Schizoaffective: Psychotic disorder that can cause positive and negative symptoms + mood symptoms.
When was the defence of mental disorder introduced?
1985
You are administering 300mg of Haldol Decanoate IM 100mg/ml. The patient is a 32yr old male with a BMI of 30. What injection site will you use? What size needle (gauge and length) will you use?
Ventrogluteal
21-23 gauge
2 inch
A fixed false belief.
Delusion
How many generations of antipsychotics are there?
3
What are negative symptoms?
Negative: Absence or reduction of usual experiences and behaviors; blunted / flat affect, social withdrawal, anhedonia.
What was the first "antipsychotic"?
Antipsychotics were discovered in the late 1950s. The first antipsychotic drug, chlorpromazine, was first developed as a “tranquilizer.” Its usefulness for treating psychosis was recognized by accident. It was found to decrease positive symptoms such as hallucinations, delusions, and thought disorder.
Chlorpromazine is a phenothiazine that is used to treat psychotic disorders such as schizophrenia or manic-depression in adults.
Chlorpromazine is also used in adults to treat nausea and vomiting, anxiety before surgery, chronic hiccups, acute intermittent porphyria, and symptoms of tetanus.
What muscle, commonly used for IM injections is pictured below:
Ventrogluteal
A false experience involving the 7 senses.
Hallucination
What are the 5 classes of psychotropics?
Antidepressant
Antipsychotic
Sedative
Mood Stabilizer
Psychostimulant
What is the difference between Bipolar type 1 and Bipolar type 2?
Bipolar type 1: Mania & Depressive episodes. Can develop delusions and paranoia.
Bipolar type 2: Hypomania & Depressive episodes. No delusions or paranoia.
What are the origins of the Royal Ottawa Hospital:
When did it originally open?
What was it originally for?
When did it start admitting the mentally ill?
The hospital was established as the Lady Grey Hospital in February 1910 and known in the early days as “the San.” Over the first 60 years, the hospital admitted 11,000 tuberculosis patients from all over Eastern Ontario. The last tuberculosis ward in the facility closed in 1970. It was renamed the Royal Ottawa Hospital at around that time.

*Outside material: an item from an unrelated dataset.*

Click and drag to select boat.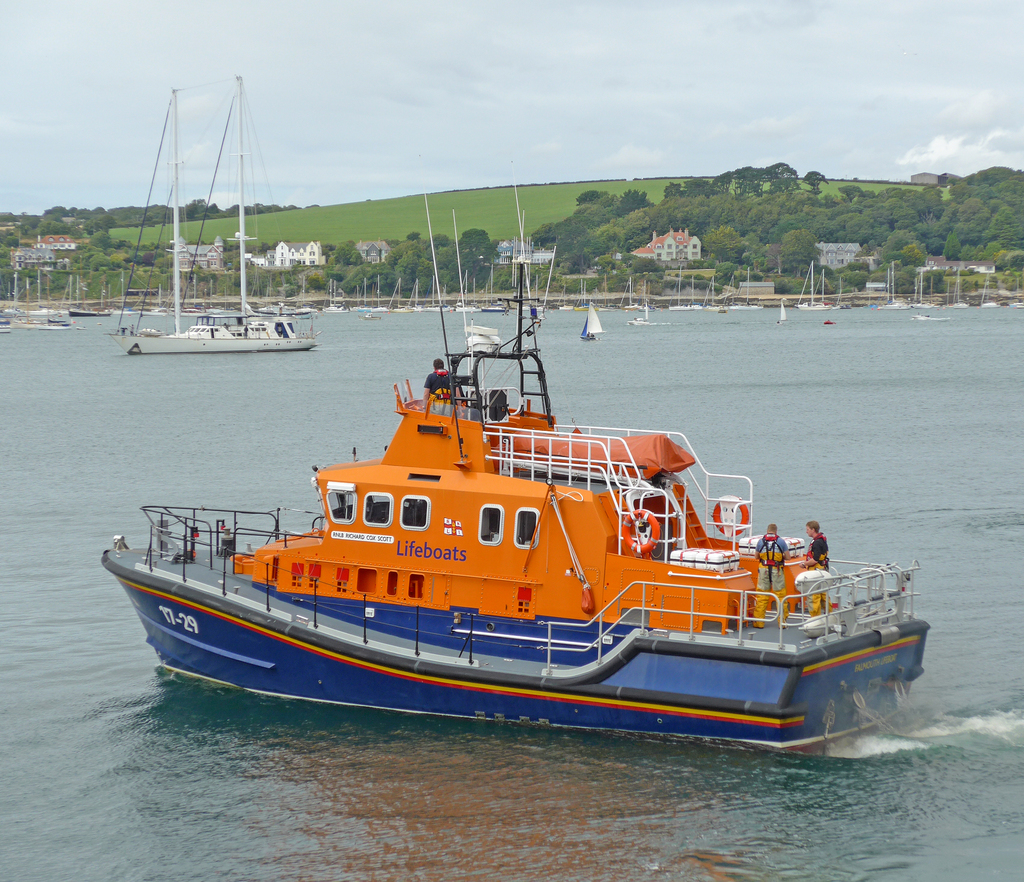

In 1961, the ROH was designated as a hospital for the care and treatment of emotional and psychiatric disorders.
Below are what type of adverse side effect:
Extrapyramidal Symptoms
"I am the King of Canada! The government is after me! Cant you hear the spy's over the radio?"

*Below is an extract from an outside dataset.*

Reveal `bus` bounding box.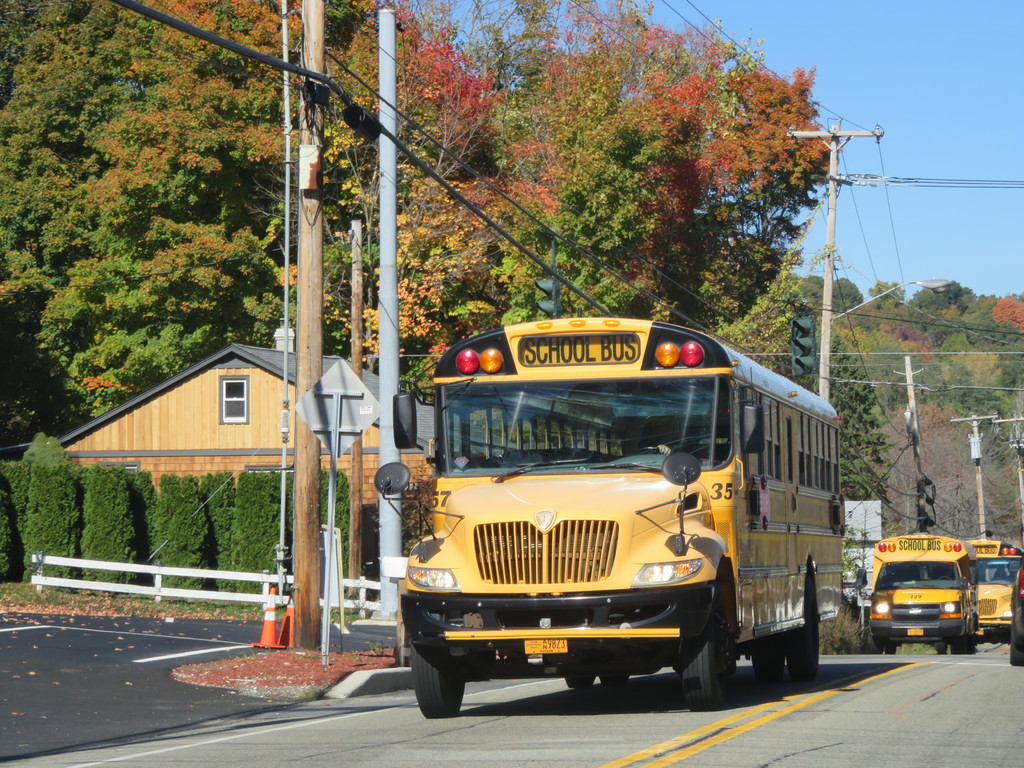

What MSA findings are in this patient quote?
Grandiose Delusion
Paranoid Delusion
Auditory Hallucination
Your 36yr old female client is presenting with a temp of 38.3 C, abdominal cramping, loose stool q 2hrs, and shivering. You review their MAR. They are prescribed Fluoxetine (Prozac), with the dose recently being increased. What are you concerned about?
SEROTONIN SYNDROME.
Serotonin is good! But too much serotonin causes signs and symptoms that can range from mild (shivering and diarrhea) to severe (muscle rigidity, fever and seizures). Severe serotonin syndrome can cause death if not treated.

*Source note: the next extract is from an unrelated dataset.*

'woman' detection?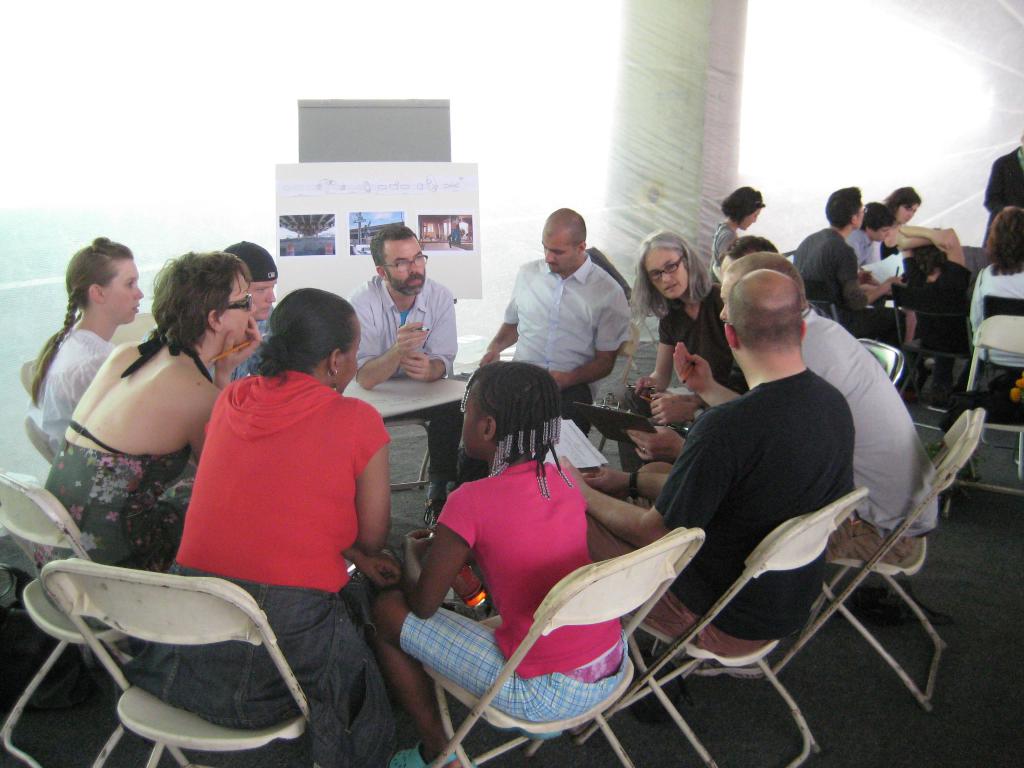
706:183:763:281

Serotonin syndrome can occur when you increase the dose of certain medications or start taking a new drug. It's most often caused by combining medications that contain serotonin, such as a migraine medication and an antidepressant.
What treatment is the image below? And what does it treat?
Electroconvulsive therapy (ECT) is a medical treatment most commonly used in patients with severe major depression or bipolar disorder that has not responded to other treatments. ECT involves a brief electrical stimulation of the brain while the patient is under anesthesia.
What treatment is the image below? What did it treat? What area of the brain was effected? Is it still practiced?
A lobotomy is a type of psychosurgery that was used to treat mental health conditions such as mood disorders and schizophrenia.
The frontal lobe was the part of the brain targeted in the standard lobotomy operations practiced in the 1940s and 1950s. This surgery consisted of making holes in the skull, removing some brain tissue, and severing the connections between the frontal lobe and the thalamus.
How does serotonin syndrome present?
How does neuroleptic malignant syndrome present?